How to protect the freedom of the press

Submitted by Matthew on 20 July, 2011 - 12:25

Does the News International scandal imply a need for public intervention in the media? Or would that lead to restrictions on the ability of journalists to investigate corruption within powerful institutions in society? Ian Overton, award-winning documentary maker and Director of the Bureau for Investigative Journalism, gave his views to Solidarity.


The idea of the fourth estate regulating the fourth estate is a good one, but I do not think the fourth estate should be regulated by the first three. We need self-regulation and ultimately, in a commercially-driven media, market forces will dictate.

There’s a demand for consequences, but we’ve already seen them; a newspaper has collapsed, we’ve seen senior individuals, including police officers, resign and Murdoch’s been brought before parliament.

My major concern out of all of this is that newspapers may now be forced to adhere to much stricter legal requirements in terms of how they conduct investigations. That’s fine when it comes to hacking Milly Dowler’s phone, but what about hacking the phone of an unknown hedge fund manager who’s playing the markets illegally and the FSA is refusing to investigate?

This is the third big story in as many years — with the financial crisis and MPs’ expenses — that has involved people in positions of enormous power absolutely refusing to acknowledge problems with how that power was wielded and how they conducted themselves. There’s a peculiarly British belief that people in such positions wouldn’t be capable of such high levels of corruption, but that’s been proved wrong.

How can we rely on the judiciary to investigate and regulate corruption in the media when they themselves may be corrupt? For example, the Crown Prosecution Service (CPS) has recently been rapped over the knuckles over alleged corruption in the jury service. We need an independent fourth estate to challenge these things.

We need to avoid a situation where a journalist can be arrested for writing something dissenting, which does happen in some so-called “democracies”, or where a newsreader can be sacked for saying something the government doesn’t like, which happens in Italy.

If I’m investigating a wealthy businessman who decides to throw his lawyers at me, I need to get my own lawyers in order to respond to that and I end up spending money on legal defence that I should be spending on journalism. If an editor of a commercial publication is faced with a robust lawyer, there’s going to be a lot of pressure on them to say that a contentious story is simply not worth printing.

I wouldn’t describe the reaction to the scandal as “hysteria”. Hysteria to me implies rioting in the streets, burning tyres and smashing windows. There is a certain outcry for something to be done, but something has been done; the Guardian and New York Times pushed and pushed and exposed this. In future, someone like Paul Dacre running the Daily Mail would be an absolute to fool to let his journalists use anything but the most upright tactics in their investigations. We’ve drawn a line in the sand here and to an extent this was a necessary blood-letting.

I don’t think it means we need an extension of privacy laws, as Jack Straw is calling for. The buck has to stop with the editors of publications. I believe journalists should be empowered; editors need to hold them accountable for the accuracy of their reporting but in terms of basic responsibility that lies with the editors. The way journalists go about their work will reflect the culture that their editor has developed in the newsroom, so I wouldn’t blame individual journalists for this in the same way that I’d blame generals, rather than rank-and-file soldiers, for crimes committed during a war.

Journalists are a difficult, cantankerous and challenging bunch, and that’s positive. They have to be that way for them to do their jobs. But there need to be clear judgements about what’s in the public interest. A story about a footballer sleeping with a prostitute is not in the public interest; that’s titillation.

Going after and challenging the corruption of power is in the public interest, and journalists need to remain free to do that.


Assigned task: From the entries that follow, gather each line holding the word "kind".

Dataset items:
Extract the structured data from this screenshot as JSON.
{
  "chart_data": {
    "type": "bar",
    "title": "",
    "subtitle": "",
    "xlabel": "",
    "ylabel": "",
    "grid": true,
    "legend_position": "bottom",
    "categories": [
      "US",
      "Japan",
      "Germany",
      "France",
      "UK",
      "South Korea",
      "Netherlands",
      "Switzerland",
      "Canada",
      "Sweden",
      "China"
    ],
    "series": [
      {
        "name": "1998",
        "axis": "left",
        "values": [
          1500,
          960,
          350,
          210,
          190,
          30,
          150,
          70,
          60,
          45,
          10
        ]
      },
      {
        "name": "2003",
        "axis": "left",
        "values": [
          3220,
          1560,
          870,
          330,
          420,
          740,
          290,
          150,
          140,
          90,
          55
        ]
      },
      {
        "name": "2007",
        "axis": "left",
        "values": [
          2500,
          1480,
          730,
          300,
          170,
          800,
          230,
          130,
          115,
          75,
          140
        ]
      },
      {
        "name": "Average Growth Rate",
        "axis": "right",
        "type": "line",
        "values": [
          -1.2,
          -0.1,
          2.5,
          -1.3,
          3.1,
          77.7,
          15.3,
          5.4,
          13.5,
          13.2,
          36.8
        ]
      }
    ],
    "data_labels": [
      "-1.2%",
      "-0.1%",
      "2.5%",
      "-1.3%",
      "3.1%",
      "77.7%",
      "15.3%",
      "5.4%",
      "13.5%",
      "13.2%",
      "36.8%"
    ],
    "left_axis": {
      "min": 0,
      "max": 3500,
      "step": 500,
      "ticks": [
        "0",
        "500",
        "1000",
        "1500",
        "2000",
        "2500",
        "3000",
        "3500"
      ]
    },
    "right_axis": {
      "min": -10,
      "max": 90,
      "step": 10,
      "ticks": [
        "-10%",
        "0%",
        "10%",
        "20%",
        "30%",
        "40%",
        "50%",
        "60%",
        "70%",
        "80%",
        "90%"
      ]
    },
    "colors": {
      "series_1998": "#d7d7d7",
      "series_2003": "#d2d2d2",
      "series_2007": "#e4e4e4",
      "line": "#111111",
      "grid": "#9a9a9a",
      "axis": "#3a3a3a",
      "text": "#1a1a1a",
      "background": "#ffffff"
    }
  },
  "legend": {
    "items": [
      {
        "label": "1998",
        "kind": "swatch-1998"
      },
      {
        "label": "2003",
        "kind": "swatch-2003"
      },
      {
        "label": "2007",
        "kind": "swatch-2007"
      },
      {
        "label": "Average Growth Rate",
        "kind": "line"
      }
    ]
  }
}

==

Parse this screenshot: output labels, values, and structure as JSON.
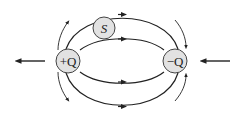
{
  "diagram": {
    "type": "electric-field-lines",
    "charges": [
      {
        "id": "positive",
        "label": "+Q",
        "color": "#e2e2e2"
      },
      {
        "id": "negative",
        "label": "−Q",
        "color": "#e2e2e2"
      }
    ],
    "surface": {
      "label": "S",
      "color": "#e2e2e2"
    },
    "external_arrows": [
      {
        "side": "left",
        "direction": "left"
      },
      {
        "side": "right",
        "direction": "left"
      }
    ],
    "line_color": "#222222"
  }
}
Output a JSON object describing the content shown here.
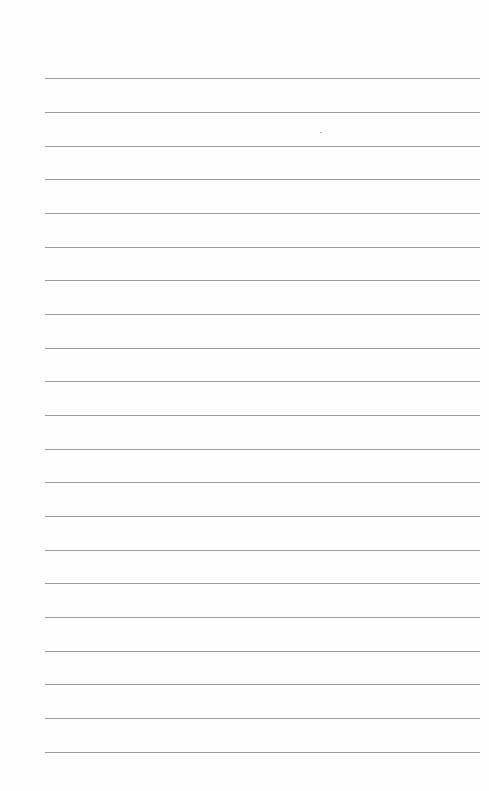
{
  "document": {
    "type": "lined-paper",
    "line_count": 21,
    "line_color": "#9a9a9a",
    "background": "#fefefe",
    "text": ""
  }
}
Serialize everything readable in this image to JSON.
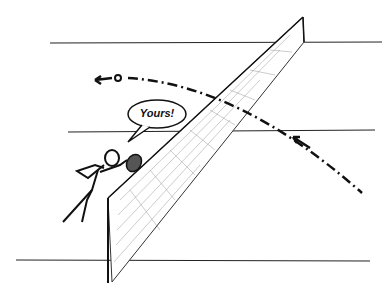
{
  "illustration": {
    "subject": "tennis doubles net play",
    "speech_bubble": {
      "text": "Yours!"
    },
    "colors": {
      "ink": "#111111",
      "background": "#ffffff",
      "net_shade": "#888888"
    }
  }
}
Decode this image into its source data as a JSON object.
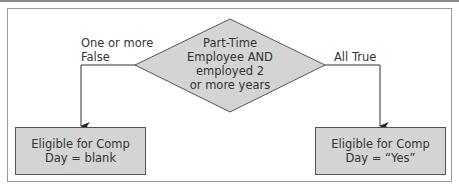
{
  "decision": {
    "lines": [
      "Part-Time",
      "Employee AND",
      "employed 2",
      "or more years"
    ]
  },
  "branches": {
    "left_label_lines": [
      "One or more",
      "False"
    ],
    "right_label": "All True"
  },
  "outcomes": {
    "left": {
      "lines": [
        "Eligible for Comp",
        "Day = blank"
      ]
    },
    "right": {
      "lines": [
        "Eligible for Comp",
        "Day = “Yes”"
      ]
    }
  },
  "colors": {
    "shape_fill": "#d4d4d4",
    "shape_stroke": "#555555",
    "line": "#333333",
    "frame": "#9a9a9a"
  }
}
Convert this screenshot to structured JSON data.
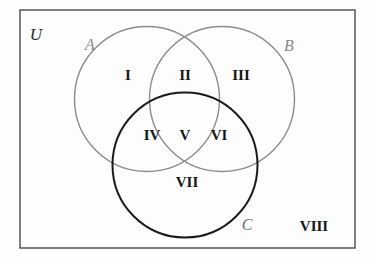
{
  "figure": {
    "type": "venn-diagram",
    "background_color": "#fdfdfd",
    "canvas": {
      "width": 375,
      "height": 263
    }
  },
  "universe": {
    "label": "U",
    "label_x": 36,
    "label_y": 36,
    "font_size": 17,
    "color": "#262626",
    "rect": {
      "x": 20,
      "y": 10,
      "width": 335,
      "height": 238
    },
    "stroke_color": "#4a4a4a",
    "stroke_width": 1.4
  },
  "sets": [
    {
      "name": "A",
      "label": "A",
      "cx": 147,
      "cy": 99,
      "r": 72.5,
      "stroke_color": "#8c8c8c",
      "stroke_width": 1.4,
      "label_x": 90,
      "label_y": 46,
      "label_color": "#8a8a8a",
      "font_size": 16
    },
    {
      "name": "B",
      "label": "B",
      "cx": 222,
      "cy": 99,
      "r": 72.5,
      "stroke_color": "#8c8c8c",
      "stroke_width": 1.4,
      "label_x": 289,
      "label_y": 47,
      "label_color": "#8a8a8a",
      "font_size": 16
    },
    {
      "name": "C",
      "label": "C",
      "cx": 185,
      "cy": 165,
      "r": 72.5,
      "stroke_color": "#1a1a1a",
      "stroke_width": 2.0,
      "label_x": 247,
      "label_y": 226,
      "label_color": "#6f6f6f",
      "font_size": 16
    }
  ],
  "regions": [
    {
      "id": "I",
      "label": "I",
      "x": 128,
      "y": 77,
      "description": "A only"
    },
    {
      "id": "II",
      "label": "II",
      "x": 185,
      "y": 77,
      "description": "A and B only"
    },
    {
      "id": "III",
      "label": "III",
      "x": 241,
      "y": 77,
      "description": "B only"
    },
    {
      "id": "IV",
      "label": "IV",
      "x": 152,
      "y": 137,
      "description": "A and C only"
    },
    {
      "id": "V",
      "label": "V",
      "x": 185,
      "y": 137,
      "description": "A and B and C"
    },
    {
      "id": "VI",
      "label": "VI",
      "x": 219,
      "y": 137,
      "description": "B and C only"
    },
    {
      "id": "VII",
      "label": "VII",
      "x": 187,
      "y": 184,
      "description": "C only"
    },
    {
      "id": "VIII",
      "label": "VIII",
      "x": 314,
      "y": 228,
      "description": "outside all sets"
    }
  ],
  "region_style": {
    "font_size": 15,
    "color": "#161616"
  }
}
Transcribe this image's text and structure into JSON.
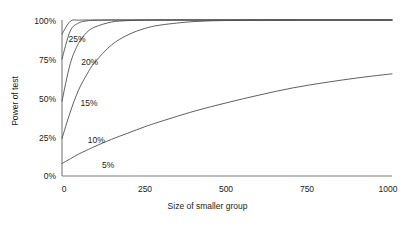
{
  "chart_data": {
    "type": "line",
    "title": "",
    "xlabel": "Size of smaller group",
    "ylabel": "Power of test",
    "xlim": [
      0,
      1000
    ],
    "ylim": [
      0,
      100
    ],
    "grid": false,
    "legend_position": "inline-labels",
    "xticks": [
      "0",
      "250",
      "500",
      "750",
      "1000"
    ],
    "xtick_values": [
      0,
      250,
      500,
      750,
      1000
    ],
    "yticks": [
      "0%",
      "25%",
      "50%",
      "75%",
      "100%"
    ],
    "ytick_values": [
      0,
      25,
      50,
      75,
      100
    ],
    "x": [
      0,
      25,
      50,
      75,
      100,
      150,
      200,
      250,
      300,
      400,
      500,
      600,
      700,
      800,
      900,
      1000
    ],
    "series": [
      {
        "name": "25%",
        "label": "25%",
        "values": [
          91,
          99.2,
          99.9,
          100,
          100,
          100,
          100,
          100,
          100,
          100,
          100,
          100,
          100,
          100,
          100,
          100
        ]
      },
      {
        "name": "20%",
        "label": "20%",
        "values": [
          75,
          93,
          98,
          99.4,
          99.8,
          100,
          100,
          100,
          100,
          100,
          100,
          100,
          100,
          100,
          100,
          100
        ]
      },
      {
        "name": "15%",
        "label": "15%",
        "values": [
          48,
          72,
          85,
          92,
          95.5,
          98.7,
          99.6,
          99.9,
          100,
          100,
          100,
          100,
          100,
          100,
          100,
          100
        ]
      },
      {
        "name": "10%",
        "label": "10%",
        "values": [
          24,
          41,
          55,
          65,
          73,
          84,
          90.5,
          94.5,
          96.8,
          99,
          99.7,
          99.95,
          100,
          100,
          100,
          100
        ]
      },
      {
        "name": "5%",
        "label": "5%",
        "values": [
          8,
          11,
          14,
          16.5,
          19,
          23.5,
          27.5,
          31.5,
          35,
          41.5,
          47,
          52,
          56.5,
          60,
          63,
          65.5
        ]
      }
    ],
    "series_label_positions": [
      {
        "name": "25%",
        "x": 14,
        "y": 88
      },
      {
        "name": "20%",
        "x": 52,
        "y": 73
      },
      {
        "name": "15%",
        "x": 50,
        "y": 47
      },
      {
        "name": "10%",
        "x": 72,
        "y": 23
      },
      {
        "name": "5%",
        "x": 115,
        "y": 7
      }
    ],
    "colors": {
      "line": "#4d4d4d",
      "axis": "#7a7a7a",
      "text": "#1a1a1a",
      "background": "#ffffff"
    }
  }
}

...

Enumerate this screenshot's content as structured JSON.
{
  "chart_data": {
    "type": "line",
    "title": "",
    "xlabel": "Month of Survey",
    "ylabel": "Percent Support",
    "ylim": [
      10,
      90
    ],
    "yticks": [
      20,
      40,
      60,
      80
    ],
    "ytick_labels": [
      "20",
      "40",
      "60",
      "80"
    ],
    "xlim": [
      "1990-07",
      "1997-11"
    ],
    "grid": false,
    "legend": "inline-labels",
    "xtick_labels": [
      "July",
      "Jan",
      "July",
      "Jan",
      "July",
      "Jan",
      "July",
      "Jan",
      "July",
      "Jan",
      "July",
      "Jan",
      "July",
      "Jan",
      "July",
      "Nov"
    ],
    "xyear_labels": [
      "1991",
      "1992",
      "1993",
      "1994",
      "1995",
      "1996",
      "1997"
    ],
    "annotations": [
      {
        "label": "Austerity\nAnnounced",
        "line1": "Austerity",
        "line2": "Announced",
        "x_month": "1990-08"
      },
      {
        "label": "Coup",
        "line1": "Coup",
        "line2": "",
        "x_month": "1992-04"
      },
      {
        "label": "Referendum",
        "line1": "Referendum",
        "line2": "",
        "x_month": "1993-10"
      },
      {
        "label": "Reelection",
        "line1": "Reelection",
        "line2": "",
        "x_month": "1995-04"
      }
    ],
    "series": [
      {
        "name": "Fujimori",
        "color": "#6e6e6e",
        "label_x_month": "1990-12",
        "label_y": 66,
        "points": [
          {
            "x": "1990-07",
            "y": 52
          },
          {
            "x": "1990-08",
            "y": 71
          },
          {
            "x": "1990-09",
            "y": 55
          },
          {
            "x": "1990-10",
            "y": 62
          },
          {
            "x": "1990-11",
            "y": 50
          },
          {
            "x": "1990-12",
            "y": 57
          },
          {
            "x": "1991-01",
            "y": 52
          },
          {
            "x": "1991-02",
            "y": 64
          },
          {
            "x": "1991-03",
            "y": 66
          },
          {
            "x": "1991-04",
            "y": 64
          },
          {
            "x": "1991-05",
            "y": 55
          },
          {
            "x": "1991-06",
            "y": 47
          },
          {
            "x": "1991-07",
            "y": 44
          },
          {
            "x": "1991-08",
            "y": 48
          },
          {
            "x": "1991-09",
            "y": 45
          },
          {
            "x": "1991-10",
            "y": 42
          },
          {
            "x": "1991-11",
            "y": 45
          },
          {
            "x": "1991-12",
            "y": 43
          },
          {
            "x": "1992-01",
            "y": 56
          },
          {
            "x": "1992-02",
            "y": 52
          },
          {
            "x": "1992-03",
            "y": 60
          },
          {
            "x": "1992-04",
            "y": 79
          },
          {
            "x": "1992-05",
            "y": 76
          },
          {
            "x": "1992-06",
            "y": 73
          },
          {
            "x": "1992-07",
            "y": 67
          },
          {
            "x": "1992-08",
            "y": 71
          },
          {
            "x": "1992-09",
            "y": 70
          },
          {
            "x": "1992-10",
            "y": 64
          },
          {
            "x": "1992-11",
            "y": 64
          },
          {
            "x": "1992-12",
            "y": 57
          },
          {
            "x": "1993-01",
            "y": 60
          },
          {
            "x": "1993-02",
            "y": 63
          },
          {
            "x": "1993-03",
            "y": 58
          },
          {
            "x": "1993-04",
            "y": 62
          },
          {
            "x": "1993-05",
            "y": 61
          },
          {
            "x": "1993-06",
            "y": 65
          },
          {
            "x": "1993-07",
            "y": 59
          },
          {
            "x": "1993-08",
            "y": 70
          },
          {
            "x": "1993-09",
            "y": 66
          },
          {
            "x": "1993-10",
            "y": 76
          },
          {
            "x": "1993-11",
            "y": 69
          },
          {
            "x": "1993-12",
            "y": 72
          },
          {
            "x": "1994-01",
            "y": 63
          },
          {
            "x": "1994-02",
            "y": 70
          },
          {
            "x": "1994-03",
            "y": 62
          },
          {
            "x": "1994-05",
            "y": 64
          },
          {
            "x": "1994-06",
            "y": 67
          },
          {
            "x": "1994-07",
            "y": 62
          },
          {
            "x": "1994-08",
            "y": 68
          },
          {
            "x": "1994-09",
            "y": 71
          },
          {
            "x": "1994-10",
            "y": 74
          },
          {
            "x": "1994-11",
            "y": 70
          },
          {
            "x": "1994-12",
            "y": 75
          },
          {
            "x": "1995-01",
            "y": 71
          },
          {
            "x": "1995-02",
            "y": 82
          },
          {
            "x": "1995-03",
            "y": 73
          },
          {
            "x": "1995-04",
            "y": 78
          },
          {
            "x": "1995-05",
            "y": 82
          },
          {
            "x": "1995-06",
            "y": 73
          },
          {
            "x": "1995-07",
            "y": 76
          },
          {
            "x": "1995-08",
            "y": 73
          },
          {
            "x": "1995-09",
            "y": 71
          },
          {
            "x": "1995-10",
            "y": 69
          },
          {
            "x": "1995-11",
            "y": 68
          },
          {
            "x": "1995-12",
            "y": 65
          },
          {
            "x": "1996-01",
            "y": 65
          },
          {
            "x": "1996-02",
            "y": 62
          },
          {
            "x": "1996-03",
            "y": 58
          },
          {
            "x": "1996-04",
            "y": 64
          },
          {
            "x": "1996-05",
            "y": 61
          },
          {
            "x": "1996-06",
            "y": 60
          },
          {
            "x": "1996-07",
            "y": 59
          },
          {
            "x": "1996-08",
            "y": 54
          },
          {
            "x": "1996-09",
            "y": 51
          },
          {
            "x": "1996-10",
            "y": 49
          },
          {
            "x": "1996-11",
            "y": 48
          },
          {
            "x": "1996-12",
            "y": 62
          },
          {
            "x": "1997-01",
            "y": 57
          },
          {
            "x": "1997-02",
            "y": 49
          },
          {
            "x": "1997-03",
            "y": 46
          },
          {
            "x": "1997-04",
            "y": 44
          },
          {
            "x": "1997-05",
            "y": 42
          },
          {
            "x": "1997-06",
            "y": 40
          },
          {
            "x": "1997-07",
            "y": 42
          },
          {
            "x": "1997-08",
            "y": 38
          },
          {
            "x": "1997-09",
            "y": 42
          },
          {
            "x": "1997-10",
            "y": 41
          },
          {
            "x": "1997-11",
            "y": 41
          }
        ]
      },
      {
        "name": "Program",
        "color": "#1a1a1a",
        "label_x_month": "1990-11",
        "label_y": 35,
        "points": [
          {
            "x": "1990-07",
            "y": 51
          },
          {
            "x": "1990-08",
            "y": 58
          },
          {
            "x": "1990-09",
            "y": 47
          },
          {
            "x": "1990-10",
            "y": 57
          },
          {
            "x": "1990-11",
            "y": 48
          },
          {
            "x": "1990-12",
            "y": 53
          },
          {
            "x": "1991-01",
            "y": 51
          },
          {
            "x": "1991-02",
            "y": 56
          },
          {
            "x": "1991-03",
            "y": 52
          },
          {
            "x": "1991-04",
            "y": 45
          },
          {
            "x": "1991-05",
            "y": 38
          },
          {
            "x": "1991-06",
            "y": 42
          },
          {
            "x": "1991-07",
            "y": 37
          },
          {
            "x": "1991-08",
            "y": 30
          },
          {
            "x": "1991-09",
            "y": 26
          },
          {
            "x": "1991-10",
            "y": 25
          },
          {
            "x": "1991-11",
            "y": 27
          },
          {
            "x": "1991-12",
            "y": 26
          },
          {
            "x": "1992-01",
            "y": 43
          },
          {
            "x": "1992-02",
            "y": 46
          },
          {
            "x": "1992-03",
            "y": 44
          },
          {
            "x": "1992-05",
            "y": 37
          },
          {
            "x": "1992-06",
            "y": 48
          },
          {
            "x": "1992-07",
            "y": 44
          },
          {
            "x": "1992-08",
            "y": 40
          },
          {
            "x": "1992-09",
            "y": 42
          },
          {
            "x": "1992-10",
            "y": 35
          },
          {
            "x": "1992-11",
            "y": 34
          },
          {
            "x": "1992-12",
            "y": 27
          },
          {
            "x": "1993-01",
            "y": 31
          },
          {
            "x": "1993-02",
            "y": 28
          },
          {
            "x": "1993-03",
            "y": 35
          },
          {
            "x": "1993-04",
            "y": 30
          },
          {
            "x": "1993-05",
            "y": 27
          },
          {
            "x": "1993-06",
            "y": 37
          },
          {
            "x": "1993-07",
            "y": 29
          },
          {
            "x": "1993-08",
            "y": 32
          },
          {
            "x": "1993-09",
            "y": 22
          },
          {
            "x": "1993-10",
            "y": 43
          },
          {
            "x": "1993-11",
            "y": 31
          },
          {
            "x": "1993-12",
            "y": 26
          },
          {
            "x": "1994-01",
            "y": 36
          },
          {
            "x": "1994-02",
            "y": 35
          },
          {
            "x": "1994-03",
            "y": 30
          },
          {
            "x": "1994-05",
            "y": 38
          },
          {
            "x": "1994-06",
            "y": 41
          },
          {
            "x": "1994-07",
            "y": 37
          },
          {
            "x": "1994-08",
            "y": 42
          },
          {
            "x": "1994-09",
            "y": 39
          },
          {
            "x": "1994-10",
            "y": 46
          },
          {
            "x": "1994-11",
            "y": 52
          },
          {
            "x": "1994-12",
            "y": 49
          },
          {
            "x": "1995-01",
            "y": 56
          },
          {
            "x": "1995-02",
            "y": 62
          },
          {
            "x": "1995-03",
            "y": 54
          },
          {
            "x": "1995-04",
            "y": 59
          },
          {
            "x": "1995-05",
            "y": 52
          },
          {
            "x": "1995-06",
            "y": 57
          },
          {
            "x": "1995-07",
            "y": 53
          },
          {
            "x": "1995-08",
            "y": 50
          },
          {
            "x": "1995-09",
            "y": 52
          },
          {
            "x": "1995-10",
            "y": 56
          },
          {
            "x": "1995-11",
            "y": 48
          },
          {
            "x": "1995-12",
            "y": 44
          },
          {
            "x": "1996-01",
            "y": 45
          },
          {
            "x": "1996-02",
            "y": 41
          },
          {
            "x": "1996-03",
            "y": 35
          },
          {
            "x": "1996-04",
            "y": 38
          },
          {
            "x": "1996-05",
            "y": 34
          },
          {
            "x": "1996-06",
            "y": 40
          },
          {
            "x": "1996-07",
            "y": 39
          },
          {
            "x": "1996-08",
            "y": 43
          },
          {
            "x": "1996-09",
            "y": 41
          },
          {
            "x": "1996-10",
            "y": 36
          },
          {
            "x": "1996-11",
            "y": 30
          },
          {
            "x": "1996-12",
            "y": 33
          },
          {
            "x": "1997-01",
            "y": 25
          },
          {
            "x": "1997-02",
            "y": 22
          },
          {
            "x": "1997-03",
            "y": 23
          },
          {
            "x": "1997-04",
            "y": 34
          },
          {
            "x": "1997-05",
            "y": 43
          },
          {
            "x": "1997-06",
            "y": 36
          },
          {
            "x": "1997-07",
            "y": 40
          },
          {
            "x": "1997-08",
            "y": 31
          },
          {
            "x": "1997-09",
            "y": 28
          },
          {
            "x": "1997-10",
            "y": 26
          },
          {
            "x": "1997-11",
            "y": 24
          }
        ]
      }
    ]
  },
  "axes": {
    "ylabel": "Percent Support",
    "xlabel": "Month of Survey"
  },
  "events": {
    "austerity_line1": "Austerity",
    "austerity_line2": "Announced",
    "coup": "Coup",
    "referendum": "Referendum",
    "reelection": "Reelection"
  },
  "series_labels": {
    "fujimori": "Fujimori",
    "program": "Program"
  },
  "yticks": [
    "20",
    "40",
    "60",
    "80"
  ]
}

Written solution:
        "kind": "swatch-1998"
        "kind": "swatch-2003"
        "kind": "swatch-2007"
        "kind": "line"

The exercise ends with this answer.